Taking as a starting point Nicholas Cook’s idea of studying music in its “multiple cultural context, embracing production, performance, reception, and all the other activities by virtue of which music is constructed as a significant cultural practice” (Cook, 2008), the article explores the 19thcentury multifaceted European history of Wolfgang Amadeus Mozart’s fragmentary Singspiel Zaide, K344 (336b). Left unfinished (and even untitled) by the composer himself, this work has since become the 'phantom of the opera', doomed to fade into oblivion after the death of its creator. However, the phantom became a reality: in 1838, the German printer Johann André (in cooperation with Carl Gollmick) completed the incomplete score and published it, thus starting a massive campaign aimed at popularising his version.
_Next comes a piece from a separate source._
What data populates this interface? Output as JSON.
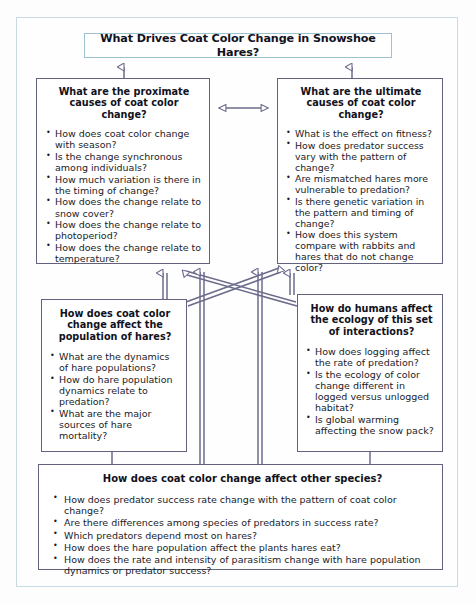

By doing so, he successfully integrated the newly born opera Zaide into the European musical life, turning it from the unknown fragment into one of the most oft-performed compositions ever written by Mozart. Drawing upon extensive data amassed from 1) handwritten copies and printed editions, and 2) concert programmes, journal announcements, critical essays, reviews, and commentaries, the present paper traces the European production, performance, and reception history of Mozart’s 'phantom opera' Zaide from 1838 up to the early 20th century. Looking beneath this factual surface, its ultimate aim consists in shedding more light on the reasons behind the successful integration of this fragment into the 19th-century musical life and its contextualisation within particular regional and national practices.